Showing posts with label John Stanley. Show all posts
Showing posts with label John Stanley. Show all posts

Saturday, February 13, 2021

Stanley, I Presume

Saturday Leftover Day. Just a small contribution today, but if it is what I think it is, it's pretty rare. John Stanley is a revered comic book creator. He wrote (and for the first few years) drew the Nancy comic books, as well as lot of other comical fare. From his biography (by the greatly missed Bill Schelly) I know that he also dabbled in cartooning, at least at the start of his career. I had only seen some of the work he sold (or tried to sell) to The New Yorker.
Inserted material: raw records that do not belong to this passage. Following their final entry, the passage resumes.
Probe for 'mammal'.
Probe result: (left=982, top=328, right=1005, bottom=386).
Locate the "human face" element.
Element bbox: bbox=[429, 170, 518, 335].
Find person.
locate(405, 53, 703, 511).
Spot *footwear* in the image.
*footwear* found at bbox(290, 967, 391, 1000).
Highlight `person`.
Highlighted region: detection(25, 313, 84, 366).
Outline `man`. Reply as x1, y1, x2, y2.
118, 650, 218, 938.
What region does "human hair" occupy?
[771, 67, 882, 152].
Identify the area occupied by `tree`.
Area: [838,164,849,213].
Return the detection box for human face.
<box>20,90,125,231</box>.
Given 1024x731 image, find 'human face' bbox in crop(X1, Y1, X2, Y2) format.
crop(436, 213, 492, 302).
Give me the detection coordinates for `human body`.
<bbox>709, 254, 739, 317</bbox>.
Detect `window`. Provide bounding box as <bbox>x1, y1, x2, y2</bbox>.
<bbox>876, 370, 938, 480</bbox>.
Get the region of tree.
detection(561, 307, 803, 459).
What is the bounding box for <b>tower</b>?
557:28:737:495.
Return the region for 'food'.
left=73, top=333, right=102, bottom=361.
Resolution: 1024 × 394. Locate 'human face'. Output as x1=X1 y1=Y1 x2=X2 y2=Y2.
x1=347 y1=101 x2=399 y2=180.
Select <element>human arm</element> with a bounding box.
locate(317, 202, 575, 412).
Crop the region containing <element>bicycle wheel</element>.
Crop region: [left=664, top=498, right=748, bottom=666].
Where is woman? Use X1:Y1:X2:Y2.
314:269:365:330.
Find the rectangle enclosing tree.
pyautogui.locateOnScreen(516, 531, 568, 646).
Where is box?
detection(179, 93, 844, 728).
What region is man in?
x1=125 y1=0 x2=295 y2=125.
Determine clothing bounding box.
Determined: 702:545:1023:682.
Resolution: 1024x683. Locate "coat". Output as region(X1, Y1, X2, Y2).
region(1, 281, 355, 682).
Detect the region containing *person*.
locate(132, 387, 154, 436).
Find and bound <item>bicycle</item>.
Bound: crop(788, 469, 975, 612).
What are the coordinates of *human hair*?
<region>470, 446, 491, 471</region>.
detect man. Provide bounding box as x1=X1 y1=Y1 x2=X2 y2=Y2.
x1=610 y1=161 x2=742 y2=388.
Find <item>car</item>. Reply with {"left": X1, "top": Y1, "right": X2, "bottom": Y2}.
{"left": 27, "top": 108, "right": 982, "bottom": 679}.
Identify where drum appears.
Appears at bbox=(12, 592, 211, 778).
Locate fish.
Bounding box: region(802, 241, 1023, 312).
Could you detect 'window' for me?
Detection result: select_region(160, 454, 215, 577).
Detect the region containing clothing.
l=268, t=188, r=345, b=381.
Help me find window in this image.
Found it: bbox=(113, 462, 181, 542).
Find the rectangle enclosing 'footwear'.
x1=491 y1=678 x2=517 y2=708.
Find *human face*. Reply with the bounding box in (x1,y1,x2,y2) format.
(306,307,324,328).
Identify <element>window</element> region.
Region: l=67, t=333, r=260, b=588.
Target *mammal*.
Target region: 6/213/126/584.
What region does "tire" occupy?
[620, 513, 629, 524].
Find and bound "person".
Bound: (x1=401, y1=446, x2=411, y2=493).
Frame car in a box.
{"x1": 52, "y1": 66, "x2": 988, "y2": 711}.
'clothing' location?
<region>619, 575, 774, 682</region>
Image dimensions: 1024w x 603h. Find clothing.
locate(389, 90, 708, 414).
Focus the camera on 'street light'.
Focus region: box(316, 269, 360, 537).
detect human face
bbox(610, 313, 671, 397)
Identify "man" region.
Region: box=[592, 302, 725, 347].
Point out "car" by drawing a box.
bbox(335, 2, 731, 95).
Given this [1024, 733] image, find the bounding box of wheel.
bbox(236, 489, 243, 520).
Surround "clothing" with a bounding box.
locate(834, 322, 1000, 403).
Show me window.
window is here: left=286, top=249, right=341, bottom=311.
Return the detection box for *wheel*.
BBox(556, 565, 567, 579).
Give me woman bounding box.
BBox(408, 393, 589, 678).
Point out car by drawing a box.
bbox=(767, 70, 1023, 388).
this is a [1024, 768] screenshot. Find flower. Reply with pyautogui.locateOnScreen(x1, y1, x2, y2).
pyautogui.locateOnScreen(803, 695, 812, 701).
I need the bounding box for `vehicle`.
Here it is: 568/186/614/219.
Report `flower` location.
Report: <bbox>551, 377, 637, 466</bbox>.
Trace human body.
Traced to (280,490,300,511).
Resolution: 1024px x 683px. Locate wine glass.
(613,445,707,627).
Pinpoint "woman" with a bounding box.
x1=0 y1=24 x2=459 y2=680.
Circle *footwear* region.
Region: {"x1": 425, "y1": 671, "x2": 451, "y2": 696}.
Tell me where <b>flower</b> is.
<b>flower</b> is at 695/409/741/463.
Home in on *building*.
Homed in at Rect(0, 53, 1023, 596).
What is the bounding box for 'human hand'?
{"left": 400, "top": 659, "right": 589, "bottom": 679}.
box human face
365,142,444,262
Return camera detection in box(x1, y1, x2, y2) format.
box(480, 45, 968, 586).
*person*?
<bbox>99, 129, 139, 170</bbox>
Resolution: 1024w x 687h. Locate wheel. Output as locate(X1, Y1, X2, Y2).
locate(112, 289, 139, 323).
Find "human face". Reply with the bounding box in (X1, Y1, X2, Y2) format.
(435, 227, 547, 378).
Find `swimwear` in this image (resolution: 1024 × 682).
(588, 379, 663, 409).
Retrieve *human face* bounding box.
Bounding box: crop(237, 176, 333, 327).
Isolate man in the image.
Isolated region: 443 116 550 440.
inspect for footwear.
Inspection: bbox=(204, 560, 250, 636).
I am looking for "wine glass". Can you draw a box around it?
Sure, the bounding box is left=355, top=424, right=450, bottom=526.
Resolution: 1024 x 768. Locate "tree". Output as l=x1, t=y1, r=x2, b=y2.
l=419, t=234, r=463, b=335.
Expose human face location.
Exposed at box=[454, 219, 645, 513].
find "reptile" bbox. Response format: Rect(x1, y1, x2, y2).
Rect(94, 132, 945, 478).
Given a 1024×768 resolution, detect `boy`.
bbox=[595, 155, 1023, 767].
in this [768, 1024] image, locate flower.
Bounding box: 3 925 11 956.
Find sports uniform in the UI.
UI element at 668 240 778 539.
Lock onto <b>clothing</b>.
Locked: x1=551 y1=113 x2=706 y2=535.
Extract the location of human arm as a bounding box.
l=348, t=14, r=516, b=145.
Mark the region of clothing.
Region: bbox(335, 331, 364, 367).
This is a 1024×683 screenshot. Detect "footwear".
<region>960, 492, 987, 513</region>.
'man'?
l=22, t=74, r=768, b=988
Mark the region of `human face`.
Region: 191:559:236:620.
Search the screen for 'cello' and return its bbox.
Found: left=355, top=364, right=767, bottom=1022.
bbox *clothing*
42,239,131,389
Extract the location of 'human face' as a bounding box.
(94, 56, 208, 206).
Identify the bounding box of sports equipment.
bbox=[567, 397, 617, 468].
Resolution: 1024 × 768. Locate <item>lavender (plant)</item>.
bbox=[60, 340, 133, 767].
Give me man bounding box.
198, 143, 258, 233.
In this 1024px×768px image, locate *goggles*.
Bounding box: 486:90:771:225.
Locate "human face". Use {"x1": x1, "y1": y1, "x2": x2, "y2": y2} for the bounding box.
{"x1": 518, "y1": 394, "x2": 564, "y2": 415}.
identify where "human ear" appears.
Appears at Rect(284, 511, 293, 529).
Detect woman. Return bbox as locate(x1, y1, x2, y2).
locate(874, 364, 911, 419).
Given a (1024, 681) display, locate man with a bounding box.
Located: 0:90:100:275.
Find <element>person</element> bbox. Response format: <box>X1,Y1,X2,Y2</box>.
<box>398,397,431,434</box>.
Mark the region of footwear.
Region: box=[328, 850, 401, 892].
But before that, apparently, he tried out his chops in less respectable magazines. I found three cartoons signed Stanley in two issues of Gags Magazine a (then still broadsheet sized) cartoon magazine that was famous for buying up unsolf cartoons cheaply. I got most of the later ones for the three to ten Mort Walker cartoons you can find in then from 1948 onward), the earlier ones I bought just to see who was in them. If I was lucky thet had cartoons by Hank Ketcham or even Jack Cole. Other regulars were Reamer Keller, Paul Murray and Henry Boltinoff. Anyway, I am not enough of a John Stanley connaisseur to recognize the style or even the signature (most of his work in the forties and fifties wa unsigned and the (later) ones I have seen are too generic to compare). I am just putting this out there to see if anyone can help me with that. The gaps in the cartoons are because Gags in it's broadsheet format often put cartoons over each other, shifting hem every which way. I accidentally left out the caption of the first cartoon, but I add it later.

Friday, December 19, 2008

Stanley, I presume

Friday Comic Book Day.

John Stanley is all over the internet. His fans have found and shared his work everywhere. Here's my contribution, which I found in the last issue of Raggedy Ann and Andy (which I got for the Walt Kelly material). Apparently Stanley did a couple of stories like this for the later issues. It is quite fast and careless, but also a good exmple of Stanley's early looser work.

Dutch Cartoonist Evert Gerards has asked me to change the background of this blog to something lighter and easier to read. Since I guess he is a big Stanley fan, I am obliging him until more people ask me to change it back.